I finally got around to googling that solution and after a little digging around I ended up at this post in EA’s customer support site, which answers the question, “Can I load a second player profile in Madden NFL 09?” as follows:
In Madden NFL 09 for the Microsoft Xbox 360 and Sony Playstation 3, you cannot load a second player profile for multiplayer games. The second profile will always default to “User 2″ when looking on screen. We are sorry for any inconvenience this causes.
Ouch. I suppose I should be happy they apologized, but what fucking good does that really do me? What strikes me as most odd about this is that it just doesn’t seem like such a horrifying thing to include in the game. I’m fully aware that the vast majority of multiplayer gaming has moved out of the living room with friends and into, well, the living room alone. That’s fine and I get the impression that in those situations there’s no issue: You get your stats on your box, your opponent gets his. But why leave out the rest of us who want all the supplemental joy those accumulated stats can bring and have the opportunity to play against each the way they did back in the late 20th century? The whole thing kind of stinks, but if it’s gone this year, I don’t see why they’d bring it back next, or ever again for that matter. The whole thing kind of saddens me and really makes me miss those old days.
Tagged: Boo Radley, disappointment, madden 09, multiplayer, sports, stats, user profile
Ken Levine’s PAX Keynote
Despite my failure to comment on it here, I attended PAX in Seattle over Labor Day weekend. One of the highlights of the event was the opening keynote, delivered by Ken Levine, designer of the most outstanding game of 2007, Bioshock. 1up’s GameVideos portal has a high quality video of the keynote that’s worth a watch. Fair warning: It’s longer than your average internet video and contains not a single cute kitten, which makes it anomaly. Still, if you’ve got thirty minutes to spare, it’s worth a watch.

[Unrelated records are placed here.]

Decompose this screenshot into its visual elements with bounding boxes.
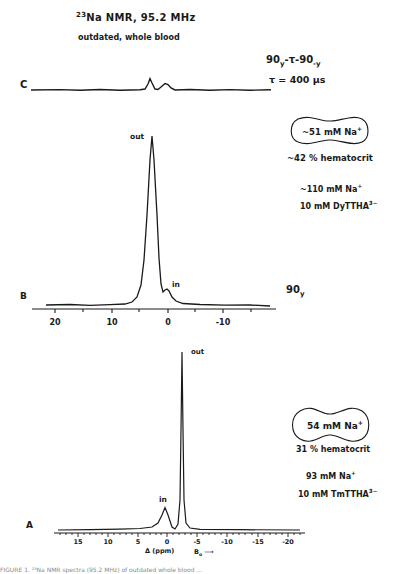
charge: +: [358, 419, 363, 426]
tick-label: -15: [252, 538, 264, 546]
reagent-text: 10 mM DyTTHA: [300, 202, 369, 211]
intracellular-na-a: 54 mM Na+: [307, 419, 363, 431]
na-text: 93 mM Na: [306, 472, 351, 481]
pulse-mid: -τ-90: [285, 54, 314, 65]
shift-reagent-a: 10 mM TmTTHA3−: [298, 488, 377, 499]
charge: +: [357, 125, 362, 132]
panel-a-label: A: [26, 520, 33, 530]
tick-label: 0: [165, 538, 170, 546]
tick-label: -10: [221, 538, 233, 546]
tick-label: 10: [103, 538, 112, 546]
peak-in-label-a: in: [159, 495, 167, 504]
hematocrit-a: 31 % hematocrit: [296, 445, 370, 454]
spectrum-a-line: [58, 352, 300, 530]
spectrum-c-line: [31, 79, 271, 91]
b-field-sub: o: [199, 552, 202, 557]
tick-label: 15: [73, 538, 82, 546]
spectrum-b-line: [46, 136, 270, 306]
shift-reagent-b: 10 mM DyTTHA3−: [300, 200, 377, 211]
x-axis-label: Δ (ppm): [145, 547, 174, 555]
reagent-text: 10 mM TmTTHA: [298, 490, 369, 499]
field-direction-label: Bo ⟶: [194, 548, 214, 557]
peak-out-label-a: out: [191, 348, 204, 356]
panel-b-label: B: [20, 291, 27, 301]
figure-caption-fragment: FIGURE 1. ²³Na NMR spectra (95.2 MHz) of…: [0, 566, 401, 574]
tick-label: 0: [165, 318, 171, 327]
arrow-right-icon: ⟶: [204, 548, 213, 556]
charge: 3−: [369, 488, 378, 494]
tick-label: -5: [193, 538, 200, 546]
panel-c-label: C: [20, 79, 27, 90]
peak-out-label-b: out: [130, 132, 144, 141]
hematocrit-b: ~42 % hematocrit: [287, 153, 373, 163]
pulse-angle: 90: [286, 284, 300, 295]
peak-in-label-b: in: [172, 280, 180, 289]
tick-label: -10: [216, 318, 230, 327]
pulse-b: 90y: [286, 284, 305, 298]
tick-label: 20: [49, 318, 60, 327]
pulse-sequence-c: 90y-τ-90-y: [266, 54, 321, 68]
charge: 3−: [369, 200, 378, 206]
charge: +: [351, 470, 356, 476]
intracellular-na-b: ~51 mM Na+: [302, 125, 362, 137]
extracellular-na-a: 93 mM Na+: [306, 470, 356, 481]
blob-text: 54 mM Na: [307, 421, 358, 431]
tau-value: τ = 400 μs: [269, 74, 325, 85]
tick-label: 5: [136, 538, 141, 546]
tick-label: 10: [106, 318, 117, 327]
pulse-b-phase: -y: [313, 60, 320, 68]
extracellular-na-b: ~110 mM Na+: [300, 183, 362, 194]
na-text: ~110 mM Na: [300, 185, 357, 194]
pulse-phase: y: [300, 290, 305, 298]
tick-label: -20: [282, 538, 294, 546]
charge: +: [357, 183, 362, 189]
pulse-a: 90: [266, 54, 280, 65]
blob-text: ~51 mM Na: [302, 127, 357, 137]
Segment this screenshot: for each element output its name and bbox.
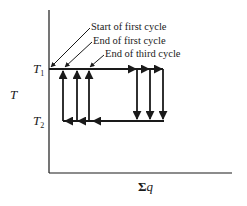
annotation-start-first-cycle: Start of first cycle xyxy=(91,21,167,32)
leader-start-first xyxy=(51,28,90,67)
level-t1-sub: 1 xyxy=(40,69,44,78)
level-t2-label: T2 xyxy=(33,113,44,130)
leader-end-third xyxy=(90,55,104,67)
x-axis-label: Σq xyxy=(138,179,154,194)
annotation-end-third-cycle: End of third cycle xyxy=(105,48,181,59)
annotation-end-first-cycle: End of first cycle xyxy=(93,35,166,46)
level-t2-sub: 2 xyxy=(40,121,44,130)
x-axis-label-var: q xyxy=(147,179,154,194)
y-axis-label: T xyxy=(10,87,18,102)
x-axis-label-symbol: Σ xyxy=(138,179,147,194)
cycle-diagram: T Σq T1 T2 Start of first cycle End of f… xyxy=(0,0,247,206)
level-t1-label: T1 xyxy=(33,61,44,78)
leader-end-first xyxy=(65,42,92,67)
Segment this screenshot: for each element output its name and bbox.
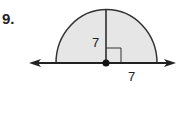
vertical-radius-label: 7 bbox=[92, 35, 99, 50]
horizontal-radius-label: 7 bbox=[128, 69, 135, 84]
center-point bbox=[103, 60, 110, 67]
semicircle-diagram: 7 7 bbox=[0, 0, 180, 130]
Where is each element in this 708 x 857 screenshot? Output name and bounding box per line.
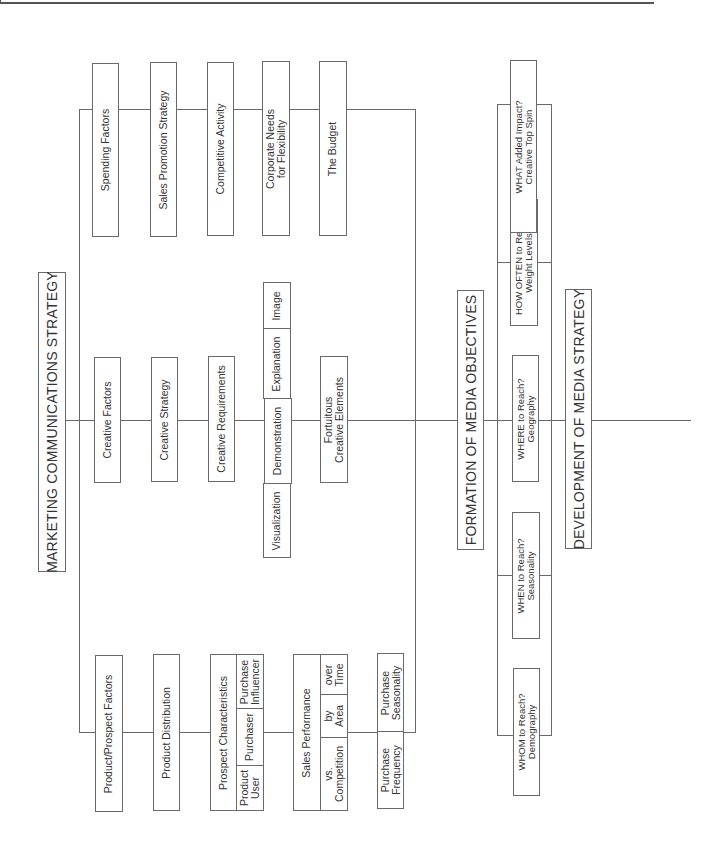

I’ve heard some people complain that Levine spends pretty much zero time talking about game development, Bioshock or otherwise. He makes no mention of the upcoming PS3 version, and pretty much just takes this opportunity at a podium to talk about himself. That might be annoying to some, but given the subject matter, which is ultimately about coming to terms with his nerdiness, I couldn’t help but feel in excellent company, especially given the venue. After all, PAX is ultimately a gaming enthusiast event and like it or not, most of us who identify ourselves as being gaming enthusiasts or obsessed with games or hardcore, whatever your semantic preferences, well, we’re fucking nerds. And guess what? We’re pretty happy about it.